ISP reveals passwords
p2pnet.net News:- Almost 400,000 customers of Swedish broadband supplier Bredbandsbolaget have been told to change their internet passwords because it revealed them during a snail-mail campaign.
“Bredbandsbolaget, which is a subsidiary of Norway’s Telenor, wanted to persuade its customers to download free music, and sent advertising material to 380,000 customers in an open letter,” says The Local, adding:
“Customers who, for the sake of convenience, use the same password elsewhere - which is likely to be the majority - are being advised to change all such passwords.”
Also See:
The Local - 380,000 passwords released in ad blunder, September 6, 2006
p2pnet newsfeeds for your site.
rss feed: http://p2pnet.net/p2p.rss
Mobile - http://p2pnet.net/index-wml.php





p2pnet - rss feed: 
September 7th, 2006 at 7:03 pm
If my ISP ever does that to me, I’ll find another…FAST!
September 8th, 2006 at 7:43 am
The big question: Why does the ISP have the password at all?
They shouldn’t store the passwords themselves, but rather one way hashes* of the password. When the user attempts to log in, their supplied password is then hashed and compared with the stored hash for correctness. This is the way passwords have been securely handled for decades.
*For those who don’t know, a one way hash is just what it sounds like. A mathematical operation is preformed on the data resulting in a number. The number can not be used to find the original data, but the same data always produces the same number.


Task: Leave out the pictures and copy every record exactly.

Available data:
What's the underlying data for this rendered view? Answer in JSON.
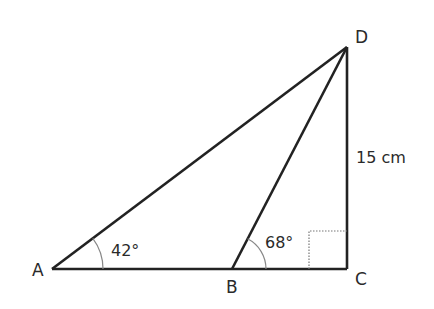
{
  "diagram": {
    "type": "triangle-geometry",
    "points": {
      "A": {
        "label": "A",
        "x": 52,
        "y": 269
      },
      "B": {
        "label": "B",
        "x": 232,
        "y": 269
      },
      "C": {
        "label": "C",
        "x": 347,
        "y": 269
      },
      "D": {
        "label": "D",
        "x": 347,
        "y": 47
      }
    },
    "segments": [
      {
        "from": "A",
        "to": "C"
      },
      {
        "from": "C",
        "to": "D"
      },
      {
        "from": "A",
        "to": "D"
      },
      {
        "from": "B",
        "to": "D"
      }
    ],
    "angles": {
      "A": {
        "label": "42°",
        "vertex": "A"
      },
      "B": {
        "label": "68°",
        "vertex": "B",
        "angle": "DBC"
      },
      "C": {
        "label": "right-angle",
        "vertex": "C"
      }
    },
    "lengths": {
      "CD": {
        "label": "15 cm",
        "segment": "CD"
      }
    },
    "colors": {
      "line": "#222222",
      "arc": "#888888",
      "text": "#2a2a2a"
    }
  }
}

Reply to the task:
What's the underlying data for this rendered view? Answer in JSON.
{
  "diagram": {
    "type": "triangle-geometry",
    "points": {
      "A": {
        "label": "A",
        "x": 52,
        "y": 269
      },
      "B": {
        "label": "B",
        "x": 232,
        "y": 269
      },
      "C": {
        "label": "C",
        "x": 347,
        "y": 269
      },
      "D": {
        "label": "D",
        "x": 347,
        "y": 47
      }
    },
    "segments": [
      {
        "from": "A",
        "to": "C"
      },
      {
        "from": "C",
        "to": "D"
      },
      {
        "from": "A",
        "to": "D"
      },
      {
        "from": "B",
        "to": "D"
      }
    ],
    "angles": {
      "A": {
        "label": "42°",
        "vertex": "A"
      },
      "B": {
        "label": "68°",
        "vertex": "B",
        "angle": "DBC"
      },
      "C": {
        "label": "right-angle",
        "vertex": "C"
      }
    },
    "lengths": {
      "CD": {
        "label": "15 cm",
        "segment": "CD"
      }
    },
    "colors": {
      "line": "#222222",
      "arc": "#888888",
      "text": "#2a2a2a"
    }
  }
}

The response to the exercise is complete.